Introduction
1 The Personal, the Political, and the Scientific
2 Seeing the Ocean through Operational Eyes: The Stommel-Arons Model of Abyssal Circulation
3 Whose Science Is It Anyway? The Woods Hole Palace Revolt
4 Stymied by Secrecy: Harry Hess and Seafloor Spreading
5 The Iron Curtain of Classification: What Difference Did It Make?
6 Why the Navy Built
Alvin 7 Painting Projects White: The Discovery of Deep-Sea Hydrothermal Vents
8 From Expertise to Advocacy: The Seabed Disposal of Radioactive Waste
9 Changing the Mission: From the Cold War to Climate Change
Conclusion: The Context of Motivation
Acknowledgments
Sources and Abbreviations
Notes
Bibliography
Index
Charles Kennel, former director, Scripps Research Institute
"Had I known then what I have learned from Oreskes’s new book, I would have been a better Scripps director."
Senator Sheldon Whitehouse, Rhode Island
"Oreskes's timely, clear-eyed, and extensive history serves as a powerful reminder in a time when our oceans and basic science are under attack: we must defend scientific truth."
Peter Galison, Harvard University
"Science on a Mission is a subtle, human picture of science at war, both hot and cold. Focusing on three vastly important institutes of oceanography, Oreskes tracks how the demands of international conflict have shaped the discipline. In fascinating detail, she explores the discovery of the deep ocean currents and their dynamics; in another precisely documented section, she illuminates the military origins of the ‘pure science’ bathysphere Alvin. With engaging prose and scientific grasp, Oreskes gives us a rich and well-told history of how the navy’s engagement redefined the field, ushering in central discoveries of modern oceanography while hiding its secret-cloaked depths."
Katharine Anderson, York University
“With her characteristic but rare combination of philosophical and historical insight, and her sharp eye for the politics beneath the surface, Oreskes has skillfully interpreted the wide-ranging legacies of oceanography and brought them into our understanding of scientific—and political—debates of the present day."
Matthew England, New South Wales University
"Oreskes has given us a profound, sweeping history of the social and political construction of Cold War science. Her analysis lends fascinating insight into the role of the war economy in the creation of American oceanography and raises complex questions about scientific integrity, intellectual autonomy, and the difference between pure and tainted science."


**Task item:** Reproduce the line containing "Detect clothing. Provide" and every line after it through the end of the records. Include nothing else.

<<<<

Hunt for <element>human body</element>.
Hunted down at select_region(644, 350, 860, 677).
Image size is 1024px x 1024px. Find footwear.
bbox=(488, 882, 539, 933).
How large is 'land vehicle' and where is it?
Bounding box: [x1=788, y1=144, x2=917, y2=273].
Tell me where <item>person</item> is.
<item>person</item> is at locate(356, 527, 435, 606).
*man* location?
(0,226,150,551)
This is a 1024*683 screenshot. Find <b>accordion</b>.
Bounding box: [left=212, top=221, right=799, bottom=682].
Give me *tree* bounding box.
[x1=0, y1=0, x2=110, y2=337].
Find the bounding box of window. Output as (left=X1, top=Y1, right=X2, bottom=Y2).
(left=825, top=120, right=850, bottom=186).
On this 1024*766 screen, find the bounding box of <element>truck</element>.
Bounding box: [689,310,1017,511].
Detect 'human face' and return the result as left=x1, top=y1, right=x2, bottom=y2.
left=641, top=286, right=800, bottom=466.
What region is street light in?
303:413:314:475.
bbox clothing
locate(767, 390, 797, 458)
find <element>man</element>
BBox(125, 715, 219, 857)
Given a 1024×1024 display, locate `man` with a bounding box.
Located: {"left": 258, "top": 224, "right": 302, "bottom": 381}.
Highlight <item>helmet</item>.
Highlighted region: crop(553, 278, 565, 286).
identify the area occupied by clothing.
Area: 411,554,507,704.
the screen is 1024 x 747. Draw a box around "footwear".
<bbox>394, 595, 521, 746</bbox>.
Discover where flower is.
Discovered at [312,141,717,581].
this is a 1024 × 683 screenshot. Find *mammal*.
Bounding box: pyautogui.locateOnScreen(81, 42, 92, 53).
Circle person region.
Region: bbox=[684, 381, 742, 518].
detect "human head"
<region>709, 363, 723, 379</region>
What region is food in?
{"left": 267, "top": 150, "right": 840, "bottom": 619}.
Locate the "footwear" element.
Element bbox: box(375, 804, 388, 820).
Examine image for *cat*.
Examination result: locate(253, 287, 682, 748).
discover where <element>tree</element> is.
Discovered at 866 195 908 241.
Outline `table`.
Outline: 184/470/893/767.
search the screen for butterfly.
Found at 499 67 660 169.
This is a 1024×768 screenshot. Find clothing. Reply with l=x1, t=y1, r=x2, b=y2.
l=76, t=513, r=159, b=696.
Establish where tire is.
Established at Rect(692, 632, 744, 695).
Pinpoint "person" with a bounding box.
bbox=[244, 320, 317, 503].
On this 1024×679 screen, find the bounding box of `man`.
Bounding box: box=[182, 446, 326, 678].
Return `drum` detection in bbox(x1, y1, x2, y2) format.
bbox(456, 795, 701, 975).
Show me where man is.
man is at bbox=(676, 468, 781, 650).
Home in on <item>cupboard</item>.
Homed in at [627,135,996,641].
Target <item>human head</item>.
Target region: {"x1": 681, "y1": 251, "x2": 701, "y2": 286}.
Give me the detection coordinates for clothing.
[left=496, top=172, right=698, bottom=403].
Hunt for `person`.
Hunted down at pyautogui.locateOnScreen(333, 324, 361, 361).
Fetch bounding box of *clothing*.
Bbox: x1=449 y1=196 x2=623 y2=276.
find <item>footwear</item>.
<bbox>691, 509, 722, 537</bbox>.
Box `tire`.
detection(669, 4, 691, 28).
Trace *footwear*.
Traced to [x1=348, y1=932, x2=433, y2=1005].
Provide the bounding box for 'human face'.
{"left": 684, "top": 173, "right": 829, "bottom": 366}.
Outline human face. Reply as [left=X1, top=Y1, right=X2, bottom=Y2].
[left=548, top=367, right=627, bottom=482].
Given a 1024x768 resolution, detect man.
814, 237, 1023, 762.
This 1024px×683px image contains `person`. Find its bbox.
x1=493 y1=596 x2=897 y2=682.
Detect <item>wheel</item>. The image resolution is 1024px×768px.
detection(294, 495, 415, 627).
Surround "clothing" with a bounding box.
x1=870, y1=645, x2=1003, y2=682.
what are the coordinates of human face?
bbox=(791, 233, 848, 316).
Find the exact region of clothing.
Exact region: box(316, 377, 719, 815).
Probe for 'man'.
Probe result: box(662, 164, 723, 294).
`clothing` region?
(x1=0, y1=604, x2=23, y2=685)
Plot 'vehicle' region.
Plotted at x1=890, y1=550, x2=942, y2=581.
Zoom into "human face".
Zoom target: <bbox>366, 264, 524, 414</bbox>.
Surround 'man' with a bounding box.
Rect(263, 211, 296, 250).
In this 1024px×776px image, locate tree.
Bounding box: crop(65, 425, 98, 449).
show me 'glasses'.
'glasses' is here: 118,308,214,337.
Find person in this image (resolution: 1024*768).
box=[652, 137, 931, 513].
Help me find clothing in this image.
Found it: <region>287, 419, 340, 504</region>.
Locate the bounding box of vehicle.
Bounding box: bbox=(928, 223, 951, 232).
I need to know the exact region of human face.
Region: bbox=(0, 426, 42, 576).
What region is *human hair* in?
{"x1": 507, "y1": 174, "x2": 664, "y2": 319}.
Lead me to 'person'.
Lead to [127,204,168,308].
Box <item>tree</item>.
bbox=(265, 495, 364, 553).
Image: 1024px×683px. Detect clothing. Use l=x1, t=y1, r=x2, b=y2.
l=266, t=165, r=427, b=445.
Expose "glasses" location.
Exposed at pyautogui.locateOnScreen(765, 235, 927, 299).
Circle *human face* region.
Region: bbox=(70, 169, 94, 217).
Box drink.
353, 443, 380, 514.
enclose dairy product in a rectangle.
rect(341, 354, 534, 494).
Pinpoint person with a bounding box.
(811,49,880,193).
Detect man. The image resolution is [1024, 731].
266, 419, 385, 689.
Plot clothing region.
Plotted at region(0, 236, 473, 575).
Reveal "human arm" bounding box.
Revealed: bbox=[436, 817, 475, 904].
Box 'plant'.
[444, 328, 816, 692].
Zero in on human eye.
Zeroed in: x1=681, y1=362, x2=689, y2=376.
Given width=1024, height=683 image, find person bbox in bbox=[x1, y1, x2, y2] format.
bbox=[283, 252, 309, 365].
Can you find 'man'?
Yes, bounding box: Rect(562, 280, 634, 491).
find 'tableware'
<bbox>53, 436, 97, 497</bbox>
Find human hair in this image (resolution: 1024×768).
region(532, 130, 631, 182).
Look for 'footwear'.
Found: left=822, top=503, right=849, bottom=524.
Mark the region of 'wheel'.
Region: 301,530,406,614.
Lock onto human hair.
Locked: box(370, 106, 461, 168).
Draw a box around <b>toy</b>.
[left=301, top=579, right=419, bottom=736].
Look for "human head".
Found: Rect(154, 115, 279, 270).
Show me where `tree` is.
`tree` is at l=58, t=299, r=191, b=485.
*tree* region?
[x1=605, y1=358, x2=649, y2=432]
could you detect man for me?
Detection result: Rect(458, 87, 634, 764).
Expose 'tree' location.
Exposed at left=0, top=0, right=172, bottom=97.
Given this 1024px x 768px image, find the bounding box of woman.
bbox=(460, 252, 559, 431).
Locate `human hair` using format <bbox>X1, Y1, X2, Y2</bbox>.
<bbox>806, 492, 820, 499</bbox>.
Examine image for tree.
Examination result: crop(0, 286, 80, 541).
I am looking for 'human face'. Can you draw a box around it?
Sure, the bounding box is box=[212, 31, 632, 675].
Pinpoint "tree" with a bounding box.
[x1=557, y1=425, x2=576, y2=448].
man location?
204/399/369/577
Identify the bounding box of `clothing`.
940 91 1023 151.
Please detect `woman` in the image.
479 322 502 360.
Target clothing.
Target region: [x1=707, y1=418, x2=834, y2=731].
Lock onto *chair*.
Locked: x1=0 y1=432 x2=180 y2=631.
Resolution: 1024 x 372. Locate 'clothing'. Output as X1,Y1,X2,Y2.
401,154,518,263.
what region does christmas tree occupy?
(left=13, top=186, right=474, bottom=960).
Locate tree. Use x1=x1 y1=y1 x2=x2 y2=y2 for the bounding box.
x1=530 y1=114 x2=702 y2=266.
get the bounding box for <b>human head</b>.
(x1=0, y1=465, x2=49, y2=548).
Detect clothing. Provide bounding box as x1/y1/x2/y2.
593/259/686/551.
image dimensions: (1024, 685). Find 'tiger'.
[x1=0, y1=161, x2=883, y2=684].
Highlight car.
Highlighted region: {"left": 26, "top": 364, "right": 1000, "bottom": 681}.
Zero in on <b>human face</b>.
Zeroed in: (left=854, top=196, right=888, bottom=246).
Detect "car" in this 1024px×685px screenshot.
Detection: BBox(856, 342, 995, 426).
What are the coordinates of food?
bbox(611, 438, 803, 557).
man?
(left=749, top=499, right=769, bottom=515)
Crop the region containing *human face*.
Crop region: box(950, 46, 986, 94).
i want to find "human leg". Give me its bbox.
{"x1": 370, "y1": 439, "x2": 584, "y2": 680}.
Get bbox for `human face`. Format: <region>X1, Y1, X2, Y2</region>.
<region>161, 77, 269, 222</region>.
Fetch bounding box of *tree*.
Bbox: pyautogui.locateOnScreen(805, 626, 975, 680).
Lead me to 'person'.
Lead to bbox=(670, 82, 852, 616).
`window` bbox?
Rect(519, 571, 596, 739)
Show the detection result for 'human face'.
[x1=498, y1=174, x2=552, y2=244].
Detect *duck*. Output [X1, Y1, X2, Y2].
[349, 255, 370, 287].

>>>>

**Written solution:**
Detect clothing. Provide bounding box as x1/y1/x2/y2.
593/259/686/551.
image dimensions: (1024, 685). Find 'tiger'.
[x1=0, y1=161, x2=883, y2=684].
Highlight car.
Highlighted region: {"left": 26, "top": 364, "right": 1000, "bottom": 681}.
Zero in on <b>human face</b>.
Zeroed in: (left=854, top=196, right=888, bottom=246).
Detect "car" in this 1024px×685px screenshot.
Detection: BBox(856, 342, 995, 426).
What are the coordinates of food?
bbox(611, 438, 803, 557).
man?
(left=749, top=499, right=769, bottom=515)
Crop the region containing *human face*.
Crop region: box(950, 46, 986, 94).
i want to find "human leg". Give me its bbox.
{"x1": 370, "y1": 439, "x2": 584, "y2": 680}.
Get bbox for `human face`. Format: <region>X1, Y1, X2, Y2</region>.
<region>161, 77, 269, 222</region>.
Fetch bounding box of *tree*.
Bbox: pyautogui.locateOnScreen(805, 626, 975, 680).
Lead me to 'person'.
Lead to bbox=(670, 82, 852, 616).
`window` bbox?
Rect(519, 571, 596, 739)
Show the detection result for 'human face'.
[x1=498, y1=174, x2=552, y2=244].
Detect *duck*. Output [X1, Y1, X2, Y2].
[349, 255, 370, 287].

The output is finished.